Qatar witnesses a prosperous start to 2021, first scoring a major political goal by restoring diplomatic relations with Saudi Arabia and ending its almost 4-year long embargo. Following a political breakthrough come an unexpected revenue bonanza, which saw Doha happily riding the waves of spiking Liquefied Natural Gas (LNG) prices in Asia. The combination of both developments – Qatar casting away its pariah state and probably playing a more nuanced role as it finds itself between Saudi Arabia, Iran and the still-skeptical UAE, as well as its low-cost LNG production becoming a staple diet of North East Asian LNG demand has elevated the Middle Eastern state into worldwide limelight. All this, however, also means that in the manifold connections Qatar has been trying to build with Europe may start to slowness.
The January 2021 LNG spike in Asia was a combination of three key factors – low temperatures, low spot cargo availability and persisting COVID-19 ramifications. All three were vastly intertwined; low temperatures by themselves need not cause a market distortion if there is ample LNG production on the market. This wasn’t the case mid-January as long-term Brent-pegged, LNG deliveries were as usual. However spot cargoes were very few and those who missed out on them risked missing out altogether. Qatar’s competitors, due to their geographic location and previously concluded commercial commitments, could not reorient such volumes towards Asia.
The fact that Asia needed LNG urgently was further supported by the fact that January 2021 LNG arrivals have reached an all-time high of 28 million tons LNG. A whopping 23 percent of this came from Qatar and only 6 percent and 5 percent, respectively, from the United States and the Russian Federation. The oil-linked nature of Qatar’s LNG exports has for once turned out to be beneficial for the buyers at large, being naturally capped to the price of the global benchmark they could only increase as high as crude did. Luckily for Asian buyers nominating term volumes from Qatar lately, crude was largely stagnant amidst surging Asian LNG prices. For Qatargas this was an impressive tour de force after all the travails with Ras Laffan liquefaction trains necessitating unplanned maintenance.
Simultaneously to Qatar deluging the Asian market with its LNG cargoes, its supplies to Europe have plummeted by an unprecedented measure. After a gradual ramp-up of exported volumes, Qatar’s monthly LNG exports have averaged up to 1.95 million LNG tons per month in 2019 and for most of 2020. Qatar’s interest in having a safe outlet in Europe was genuine and seemed to usher further growth. In 2020, Qatargas has signed two important infrastructure deals with UK’s Isle of Grain LNG and France’s Montoir-de-Bretagne LNG terminals, in both cases booking their capacities for a period of 35 and 25 years, respectively.
Add to this Qatar’s 2019 storage and liquefaction agreement with Belgium’s Zeebrugge LNG terminal and one can see a fairly thorough plan on increasing LNG volumes going into Europe and staving off potential rivals. Fast-forward to January 2021 and Qatari LNG supplies to Europe, despite the Old Continent having a rather usual winter season, plummet 0.54 million tons LNG. The January 2021 result is not a one-off result, December 2020 exports to Europe are only marginally higher at 0.65 million tons LNG, throughout the winter of 2020/2021 Qatari supplies to Europe have fallen to a third of their former loads. Concurrently to Qatar fortifying its hold with some Atlantic Basin terminals, its spot deliveries to European buyers have suffered dreadfully, especially in H2CY20.
Interestingly, the highest Qatari LNG exports to Europe have ever gotten was in April 2020 when a total of 2.79 million tons LNG was loaded at Ras Laffan. It was roughly at that time when it had to decide which markets would it prefer to safeguard and, for obvious reasons, it chose to fight for those that yielded the highest profits. This meant exporting less to spot-heavy economies like Spain and focus on Belgium, Italy and the United Kingdom, gradually complemented by France. Reorienting its market reach on Atlantic consumers turned out to be a prudent assumption for Qatar – most of Russia’s oil-linked long-term pipeline contracts have started to reflect Brent plummeting in the spring months of 2020 exactly at a time when the Asian price upswing started.
Such a tangible market shift would surely incline Qatar’s LNG peers and rivals to seek a similar strategy and try their luck with Northeast Asia. Upon closer perusal, it becomes evident that Qatar is quite unique in the extent of its Asian pivot. Russia’s Yamal LNG exports towards China usually climb up in the summer months when the Northern Sea Route is navigable, on the score of which its December-January exports have more than halved compared to the peak season of July-September. LNG exports from the United States do not face such encumbrances and thus could see a similar upswing as the Qatari ones – and they did, though the monthly peak in terms of departures was reached in November 2020, two months before the price surge. January 2021 LNG loadings en route to Asia dropped back.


### YOUR GOAL
Scan the lines below and report each one containing "JSON" by copying it.
======== ENTRIES SHOWN ========
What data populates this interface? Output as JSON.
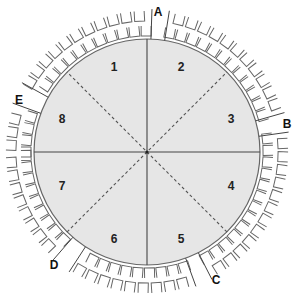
{
  "diagram": {
    "type": "circular-seating-plan",
    "center": [
      147,
      152
    ],
    "radius": 113,
    "fill_color": "#e6e6e6",
    "line_color": "#555555",
    "segments": [
      {
        "label": "1",
        "x": 114,
        "y": 68
      },
      {
        "label": "2",
        "x": 181,
        "y": 68
      },
      {
        "label": "3",
        "x": 231,
        "y": 120
      },
      {
        "label": "4",
        "x": 231,
        "y": 187
      },
      {
        "label": "5",
        "x": 181,
        "y": 240
      },
      {
        "label": "6",
        "x": 114,
        "y": 240
      },
      {
        "label": "7",
        "x": 62,
        "y": 187
      },
      {
        "label": "8",
        "x": 62,
        "y": 120
      }
    ],
    "entrances": [
      {
        "label": "A",
        "x": 158,
        "y": 13,
        "gap": [
          -88,
          -81
        ]
      },
      {
        "label": "B",
        "x": 287,
        "y": 125,
        "gap": [
          -16,
          -8
        ]
      },
      {
        "label": "C",
        "x": 216,
        "y": 281,
        "gap": [
          63,
          70
        ]
      },
      {
        "label": "D",
        "x": 54,
        "y": 266,
        "gap": [
          123,
          131
        ]
      },
      {
        "label": "E",
        "x": 19,
        "y": 101,
        "gap": [
          200,
          209
        ]
      }
    ],
    "seat_rows": [
      {
        "radius": 121,
        "size": 10
      },
      {
        "radius": 136,
        "size": 10
      }
    ],
    "seat_step_degrees": 5.6
  }
}
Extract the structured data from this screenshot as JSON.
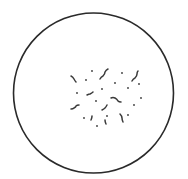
{
  "diagram": {
    "colors": {
      "background": "#ffffff",
      "outline": "#2a2a2a",
      "particles": "#3a3a3a"
    },
    "field": {
      "cx": 93.5,
      "cy": 93,
      "r": 80,
      "stroke_width": 1.6
    },
    "squiggles": [
      {
        "d": "M71,76 q2,1 3,3 q1,2 2,3"
      },
      {
        "d": "M100,79 q1,-2 3,-3 q2,-2 2,-4 q1,-2 3,-3"
      },
      {
        "d": "M132,81 q1,-2 3,-3 q2,-2 2,-4 q0,-2 1,-3"
      },
      {
        "d": "M87,95 q2,-1 3,-1 q2,-1 3,-2"
      },
      {
        "d": "M71,109 q2,0 3,-1 q2,-1 2,-2 q1,-1 3,-1"
      },
      {
        "d": "M111,98 q2,-1 4,0 q2,1 3,3 q1,1 3,1"
      },
      {
        "d": "M102,110 q2,-1 3,-2 q1,-1 2,-3"
      },
      {
        "d": "M92,116 q0,2 -1,4"
      },
      {
        "d": "M120,114 q2,2 2,4 q0,2 1,4"
      },
      {
        "d": "M105,120 q0,2 1,4"
      }
    ],
    "dots": [
      {
        "x": 92,
        "y": 71
      },
      {
        "x": 86,
        "y": 80
      },
      {
        "x": 122,
        "y": 73
      },
      {
        "x": 102,
        "y": 89
      },
      {
        "x": 77,
        "y": 93
      },
      {
        "x": 115,
        "y": 83
      },
      {
        "x": 128,
        "y": 88
      },
      {
        "x": 96,
        "y": 101
      },
      {
        "x": 141,
        "y": 98
      },
      {
        "x": 134,
        "y": 105
      },
      {
        "x": 84,
        "y": 118
      },
      {
        "x": 107,
        "y": 116
      },
      {
        "x": 128,
        "y": 115
      },
      {
        "x": 97,
        "y": 126
      },
      {
        "x": 139,
        "y": 84
      }
    ]
  }
}
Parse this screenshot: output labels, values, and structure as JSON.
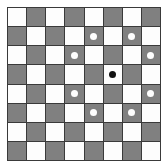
{
  "figure": {
    "type": "grid-pattern",
    "rows": 8,
    "columns": 8,
    "background_color": "#ffffff",
    "border_color": "#3a3a3a"
  },
  "colors": {
    "light_square": "#fdfdfd",
    "dark_square": "#808080",
    "grid_line": "#3a3a3a",
    "white_dot": "#fdfdfd",
    "black_dot": "#101010"
  },
  "legend": {
    "light_square_label": "light square",
    "dark_square_label": "dark square",
    "white_dot_label": "white marker dot",
    "black_dot_label": "black center dot"
  },
  "chart_data": {
    "type": "heatmap",
    "xlabel": "",
    "ylabel": "",
    "grid": true,
    "legend_position": "none",
    "categories": [
      "1",
      "2",
      "3",
      "4",
      "5",
      "6",
      "7",
      "8"
    ],
    "row_labels": [
      "1",
      "2",
      "3",
      "4",
      "5",
      "6",
      "7",
      "8"
    ],
    "squares": [
      [
        "light",
        "dark",
        "light",
        "dark",
        "light",
        "dark",
        "light",
        "dark"
      ],
      [
        "dark",
        "light",
        "dark",
        "light",
        "dark",
        "light",
        "dark",
        "light"
      ],
      [
        "light",
        "dark",
        "light",
        "dark",
        "light",
        "dark",
        "light",
        "dark"
      ],
      [
        "dark",
        "light",
        "dark",
        "light",
        "dark",
        "light",
        "dark",
        "light"
      ],
      [
        "light",
        "dark",
        "light",
        "dark",
        "light",
        "dark",
        "light",
        "dark"
      ],
      [
        "dark",
        "light",
        "dark",
        "light",
        "dark",
        "light",
        "dark",
        "light"
      ],
      [
        "light",
        "dark",
        "light",
        "dark",
        "light",
        "dark",
        "light",
        "dark"
      ],
      [
        "dark",
        "light",
        "dark",
        "light",
        "dark",
        "light",
        "dark",
        "light"
      ]
    ],
    "dots": [
      [
        null,
        null,
        null,
        null,
        null,
        null,
        null,
        null
      ],
      [
        null,
        null,
        null,
        null,
        "white",
        null,
        "white",
        null
      ],
      [
        null,
        null,
        null,
        "white",
        null,
        null,
        null,
        "white"
      ],
      [
        null,
        null,
        null,
        null,
        null,
        "black",
        null,
        null
      ],
      [
        null,
        null,
        null,
        "white",
        null,
        null,
        null,
        "white"
      ],
      [
        null,
        null,
        null,
        null,
        "white",
        null,
        "white",
        null
      ],
      [
        null,
        null,
        null,
        null,
        null,
        null,
        null,
        null
      ],
      [
        null,
        null,
        null,
        null,
        null,
        null,
        null,
        null
      ]
    ],
    "white_dot_positions": [
      {
        "row": 2,
        "col": 5
      },
      {
        "row": 2,
        "col": 7
      },
      {
        "row": 3,
        "col": 4
      },
      {
        "row": 3,
        "col": 8
      },
      {
        "row": 5,
        "col": 4
      },
      {
        "row": 5,
        "col": 8
      },
      {
        "row": 6,
        "col": 5
      },
      {
        "row": 6,
        "col": 7
      }
    ],
    "black_dot_positions": [
      {
        "row": 4,
        "col": 6
      }
    ],
    "white_dot_count": 8,
    "black_dot_count": 1,
    "total_squares": 64
  }
}
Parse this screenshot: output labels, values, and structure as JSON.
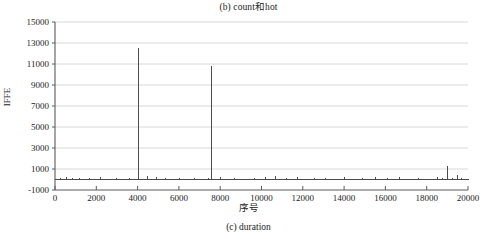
{
  "figure": {
    "title": "(b) count和hot",
    "caption": "(c) duration"
  },
  "chart_data": {
    "type": "line",
    "title": "(b) count和hot",
    "subtitle": "",
    "xlabel": "序号",
    "ylabel": "IFFE",
    "xlim": [
      0,
      20000
    ],
    "ylim": [
      -1000,
      15000
    ],
    "xticks": [
      0,
      2000,
      4000,
      6000,
      8000,
      10000,
      12000,
      14000,
      16000,
      18000,
      20000
    ],
    "yticks": [
      -1000,
      1000,
      3000,
      5000,
      7000,
      9000,
      11000,
      13000,
      15000
    ],
    "xtick_labels": [
      "0",
      "2000",
      "4000",
      "6000",
      "8000",
      "10000",
      "12000",
      "14000",
      "16000",
      "18000",
      "20000"
    ],
    "ytick_labels": [
      "-1000",
      "1000",
      "3000",
      "5000",
      "7000",
      "9000",
      "11000",
      "13000",
      "15000"
    ],
    "grid": "horizontal",
    "legend": "none",
    "series": [
      {
        "name": "duration",
        "color": "#4a4a4a",
        "baseline": 0,
        "x": [
          0,
          120,
          260,
          400,
          560,
          700,
          860,
          1020,
          1180,
          1340,
          1500,
          1680,
          1860,
          2040,
          2220,
          2400,
          2600,
          2800,
          3000,
          3200,
          3400,
          3620,
          3840,
          4050,
          4260,
          4480,
          4700,
          4920,
          5140,
          5360,
          5580,
          5800,
          6020,
          6260,
          6500,
          6740,
          6980,
          7220,
          7420,
          7600,
          7800,
          8000,
          8220,
          8440,
          8680,
          8920,
          9160,
          9400,
          9660,
          9920,
          10180,
          10440,
          10700,
          10960,
          11220,
          11480,
          11740,
          12000,
          12280,
          12560,
          12840,
          13120,
          13400,
          13700,
          14000,
          14300,
          14600,
          14900,
          15200,
          15500,
          15800,
          16100,
          16400,
          16700,
          17000,
          17300,
          17600,
          17900,
          18200,
          18500,
          18760,
          19000,
          19240,
          19480,
          19700,
          19900,
          20000
        ],
        "y": [
          20,
          40,
          160,
          35,
          250,
          60,
          120,
          45,
          180,
          55,
          90,
          140,
          50,
          70,
          210,
          45,
          60,
          95,
          170,
          40,
          55,
          130,
          60,
          12500,
          75,
          300,
          45,
          230,
          60,
          110,
          50,
          80,
          150,
          55,
          70,
          190,
          45,
          65,
          120,
          10800,
          55,
          260,
          80,
          45,
          130,
          60,
          95,
          40,
          170,
          50,
          210,
          65,
          340,
          55,
          120,
          45,
          230,
          80,
          60,
          150,
          45,
          190,
          70,
          55,
          260,
          90,
          45,
          130,
          60,
          200,
          50,
          110,
          45,
          280,
          70,
          55,
          160,
          45,
          90,
          200,
          120,
          1300,
          180,
          400,
          150,
          90,
          60
        ]
      }
    ],
    "peaks": [
      {
        "x": 4050,
        "y": 12500
      },
      {
        "x": 7600,
        "y": 10800
      },
      {
        "x": 19000,
        "y": 1300
      }
    ]
  },
  "plot_geometry": {
    "left_px": 55,
    "right_px": 468,
    "top_px": 22,
    "bottom_px": 190
  },
  "colors": {
    "line": "#4a4a4a",
    "axis": "#5a5a5a",
    "grid": "#d8d8d8",
    "text": "#1c1c1c",
    "background": "#ffffff"
  }
}
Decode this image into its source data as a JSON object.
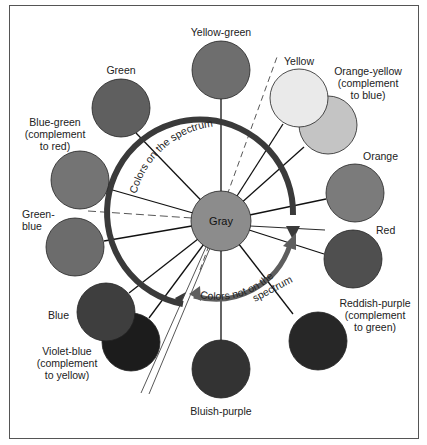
{
  "diagram": {
    "center": {
      "label": "Gray",
      "color": "#8c8c8c"
    },
    "arcs": {
      "spectrum": {
        "label": "Colors on the spectrum",
        "color": "#3a3a3a"
      },
      "non_spectrum": {
        "label_line1": "Colors not on the",
        "label_line2": "spectrum",
        "color": "#5e5e5e"
      }
    },
    "colors": [
      {
        "id": "yellow-green",
        "label_lines": [
          "Yellow-green"
        ],
        "fill": "#6e6e6e"
      },
      {
        "id": "green",
        "label_lines": [
          "Green"
        ],
        "fill": "#5f5f5f"
      },
      {
        "id": "blue-green",
        "label_lines": [
          "Blue-green",
          "(complement",
          "to red)"
        ],
        "fill": "#747474"
      },
      {
        "id": "green-blue",
        "label_lines": [
          "Green-",
          "blue"
        ],
        "fill": "#6c6c6c"
      },
      {
        "id": "blue",
        "label_lines": [
          "Blue"
        ],
        "fill": "#3e3e3e"
      },
      {
        "id": "violet-blue",
        "label_lines": [
          "Violet-blue",
          "(complement",
          "to yellow)"
        ],
        "fill": "#1c1c1c"
      },
      {
        "id": "bluish-purple",
        "label_lines": [
          "Bluish-purple"
        ],
        "fill": "#333333"
      },
      {
        "id": "reddish-purple",
        "label_lines": [
          "Reddish-purple",
          "(complement",
          "to green)"
        ],
        "fill": "#272727"
      },
      {
        "id": "red",
        "label_lines": [
          "Red"
        ],
        "fill": "#4f4f4f"
      },
      {
        "id": "orange",
        "label_lines": [
          "Orange"
        ],
        "fill": "#7b7b7b"
      },
      {
        "id": "orange-yellow",
        "label_lines": [
          "Orange-yellow",
          "(complement",
          "to blue)"
        ],
        "fill": "#c4c4c4"
      },
      {
        "id": "yellow",
        "label_lines": [
          "Yellow"
        ],
        "fill": "#eaeaea"
      }
    ]
  }
}
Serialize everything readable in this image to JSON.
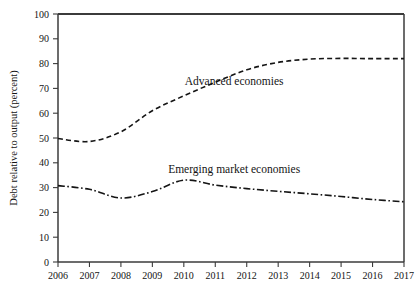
{
  "figure": {
    "background_color": "#ffffff",
    "frame_color": "#3b3b3b",
    "line_color": "#151515"
  },
  "chart_data": {
    "type": "line",
    "title": "",
    "subtitle": "",
    "xlabel": "",
    "ylabel": "Debt relative to output (percent)",
    "x": [
      2006,
      2007,
      2008,
      2009,
      2010,
      2011,
      2012,
      2013,
      2014,
      2015,
      2016,
      2017
    ],
    "categories": [
      "2006",
      "2007",
      "2008",
      "2009",
      "2010",
      "2011",
      "2012",
      "2013",
      "2014",
      "2015",
      "2016",
      "2017"
    ],
    "series": [
      {
        "name": "Advanced economies",
        "label": "Advanced economies",
        "dash": "dashed",
        "values": [
          49.8,
          48.6,
          52.5,
          61.0,
          67.0,
          72.5,
          77.5,
          80.5,
          81.8,
          82.1,
          82.0,
          82.0
        ]
      },
      {
        "name": "Emerging market economies",
        "label": "Emerging market economies",
        "dash": "dash-dot",
        "values": [
          30.8,
          29.3,
          25.8,
          28.4,
          33.0,
          31.0,
          29.6,
          28.5,
          27.5,
          26.4,
          25.2,
          24.3
        ]
      }
    ],
    "ylim": [
      0,
      100
    ],
    "xlim": [
      2006,
      2017
    ],
    "yticks": [
      0,
      10,
      20,
      30,
      40,
      50,
      60,
      70,
      80,
      90,
      100
    ],
    "ytick_labels": [
      "0",
      "10",
      "20",
      "30",
      "40",
      "50",
      "60",
      "70",
      "80",
      "90",
      "100"
    ],
    "xtick_labels": [
      "2006",
      "2007",
      "2008",
      "2009",
      "2010",
      "2011",
      "2012",
      "2013",
      "2014",
      "2015",
      "2016",
      "2017"
    ],
    "grid": false,
    "legend": "inline-annotations",
    "annotations": [
      {
        "text": "Advanced economies",
        "x": 2011.6,
        "y": 71.5
      },
      {
        "text": "Emerging market economies",
        "x": 2011.6,
        "y": 36.0
      }
    ]
  }
}
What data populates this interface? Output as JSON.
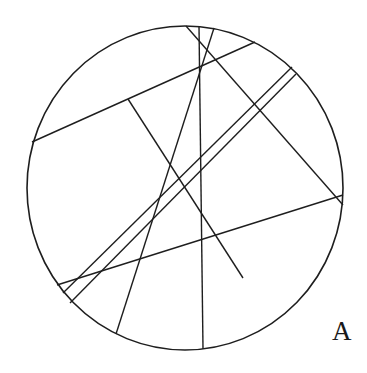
{
  "figure": {
    "label": "A",
    "stroke_color": "#1e1e1e",
    "background": "#ffffff",
    "circle": {
      "cx": 185,
      "cy": 188,
      "rx": 158,
      "ry": 162
    },
    "lines": [
      {
        "name": "upper-chord",
        "x1": 32,
        "y1": 142,
        "x2": 255,
        "y2": 42
      },
      {
        "name": "branch-line",
        "x1": 128,
        "y1": 99,
        "x2": 243,
        "y2": 278
      },
      {
        "name": "long-diagonal-a",
        "x1": 186,
        "y1": 26,
        "x2": 343,
        "y2": 205
      },
      {
        "name": "vertical-line",
        "x1": 199,
        "y1": 26,
        "x2": 203,
        "y2": 349
      },
      {
        "name": "steep-line-c",
        "x1": 214,
        "y1": 28,
        "x2": 116,
        "y2": 334
      },
      {
        "name": "lower-chord",
        "x1": 57,
        "y1": 285,
        "x2": 343,
        "y2": 195
      },
      {
        "name": "double-line-1",
        "x1": 63,
        "y1": 293,
        "x2": 292,
        "y2": 67
      },
      {
        "name": "double-line-2",
        "x1": 70,
        "y1": 303,
        "x2": 296,
        "y2": 74
      }
    ]
  }
}
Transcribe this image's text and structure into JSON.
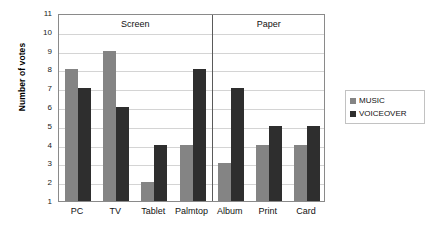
{
  "chart_data": {
    "type": "bar",
    "title": "",
    "xlabel": "",
    "ylabel": "Number of votes",
    "ylim": [
      1,
      11
    ],
    "ytick_step": 1,
    "yticks": [
      11,
      10,
      9,
      8,
      7,
      6,
      5,
      4,
      3,
      2,
      1
    ],
    "grid": true,
    "legend_position": "right",
    "categories": [
      "PC",
      "TV",
      "Tablet",
      "Palmtop",
      "Album",
      "Print",
      "Card"
    ],
    "groups": [
      {
        "label": "Screen",
        "categories": [
          "PC",
          "TV",
          "Tablet",
          "Palmtop"
        ]
      },
      {
        "label": "Paper",
        "categories": [
          "Album",
          "Print",
          "Card"
        ]
      }
    ],
    "series": [
      {
        "name": "MUSIC",
        "color": "#848484",
        "values": [
          8,
          9,
          2,
          4,
          3,
          4,
          4
        ]
      },
      {
        "name": "VOICEOVER",
        "color": "#2e2e2e",
        "values": [
          7,
          6,
          4,
          8,
          7,
          5,
          5
        ]
      }
    ]
  },
  "legend": {
    "entries": [
      {
        "label": "MUSIC",
        "swatch": "music"
      },
      {
        "label": "VOICEOVER",
        "swatch": "voiceover"
      }
    ]
  }
}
========
### SOLUTION TO THE PROBLEM
What data populates this interface? Output as JSON.
Extract the structured data from this screenshot as JSON.
Parse this screenshot: output labels, values, and structure as JSON.
Parse this screenshot: output labels, values, and structure as JSON.
Decode this image into its source data as a JSON object.
Serialize everything readable in this image to JSON.
What data populates this interface? Output as JSON.
Transcribe this image's text and structure into JSON.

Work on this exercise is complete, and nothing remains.